It’s generally a very good idea to hide your website from the search engine while it’s still in the development phase. You do not want Google or Bing to have the wrong impression that your website is of bad quality, or the content links are not stable as they come and go. This would negatively impact your search ranking, and it will take a very long time to recover from the SEO perspective.

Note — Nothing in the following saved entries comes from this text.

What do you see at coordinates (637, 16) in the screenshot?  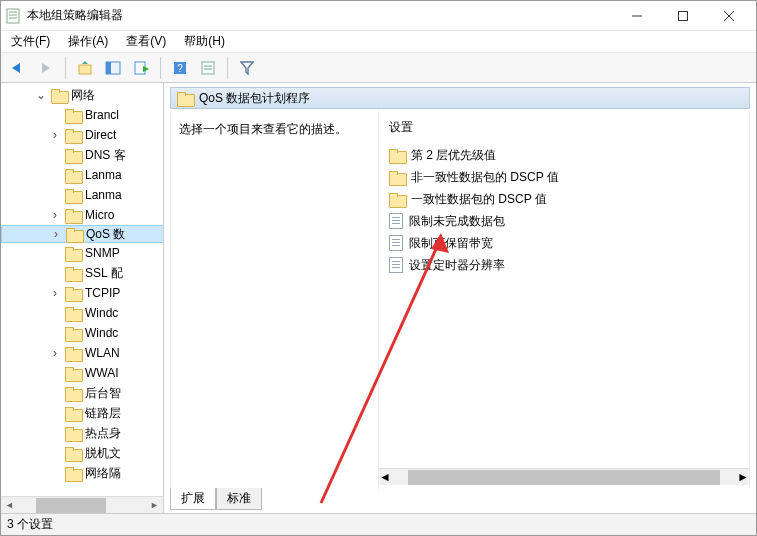 I see `minimize-button` at bounding box center [637, 16].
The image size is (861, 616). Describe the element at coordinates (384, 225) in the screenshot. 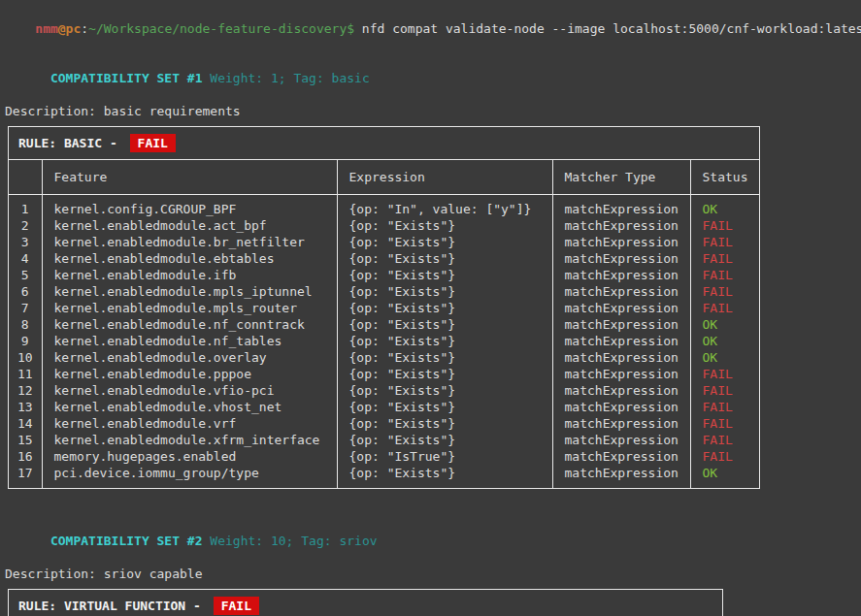

I see `table-row: 2kernel.enabledmodule.act_bpf{op: "Exist…` at that location.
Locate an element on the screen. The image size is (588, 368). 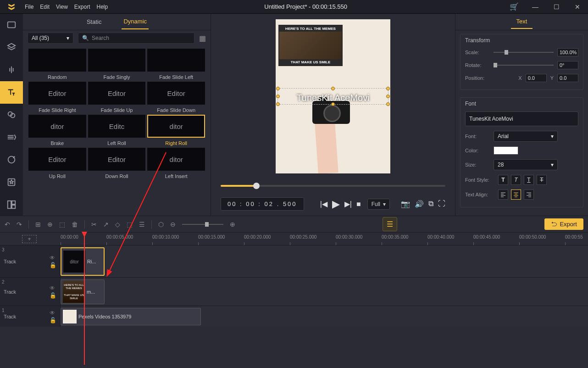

Three Ways to Hide a Website
Let’s watch a YouTube video from John Mueller at AskGooglebot.
Summary and Comparision
We’ve made a table to compare these three methods and recap what John said.
methods | pros | cons |
1. password protection | RECOMMENDED! | hassle to install and manage password |
2. disallow crawling by robots.txt | easy implementation | the site address might still be indexed |
3. Use ‘noindex’ tag on a page | flexible and per-page level | more implementation work |
How to Use Password Protect to Hide a Website?
We’ll take a Nignx Website on Ubuntu as an example to explain the process.
First, install the htpasswd tool, which is part of apache2-utils.
sudo apt-get update
sudo apt-get install apache2-utils
Add user and password to a configuration file. The flag -c means creating a new file .htpasswd. So if you would like to add more users, you’ll need to ignore -c for the second user.
sudo htpasswd -c /etc/nginx/.htpasswd tom
sudo htpasswd /etc/nginx/.htpasswd jerry
After this, you can view the .htpasswd file you just created.
sudo more /etc/nginx/.htpasswd
tom:$apr1$liMw.lEn$uLo2/ZCJ4HYbnCEyvU/Cr/
jerry:$apr1$uoM9YQwL$6R/1ovVV4MLPxKDtEvzo91
In the Nginx configuration file for your site, add the following lines to the server block, no matter it listens to 80 for HTTP or listen to 443 for HTTPS.
server {
...
auth_basic "Restricted";
auth_basic_user_file /etc/nginx/.htpasswd;
...
}
For more details about auth_basic, you may refer to the official Nginx document ‘Restricting Access with HTTP Basic Authentication‘.
At last, you’ll need to restart your Nginx server.
sudo systemctl restart nginx
In your web browser, visit your website again, and you’ll get the password prompt.
I have noticed one thing. If your site is HTTP, the string defined by the auth_basic directive is not prompted on the dialog. If your site is HTTP, which of course I don’t recommend, the auth_basic directive shows on the dialog. But either way, you’ll need the auth_basic directive, otherwise, password protection does not work at all. The official Nginx ‘auth_basic‘ document does not give too much clue. If you know the reason, please leave a comment below.
Final Thoughts on Hiding a Website
I highly recommend hiding the entire site. You can gradually roll out your pages when they are ready. Never rush as you do not want to mess up with search engines. If your project is a little complicated and cannot use WordPress or Drupal to set up the site in a matter of hours, the chance of Google or Bing indexing the incomplete site is high. Although sometimes, when you really would like search engines to index, it seems to take forever.
After hiding your site, you can start to think about other elements of your site, such as URL strategy. I recommend you continue to read ‘Best Practices to Make WordPress Blog URL SEO Friendly‘.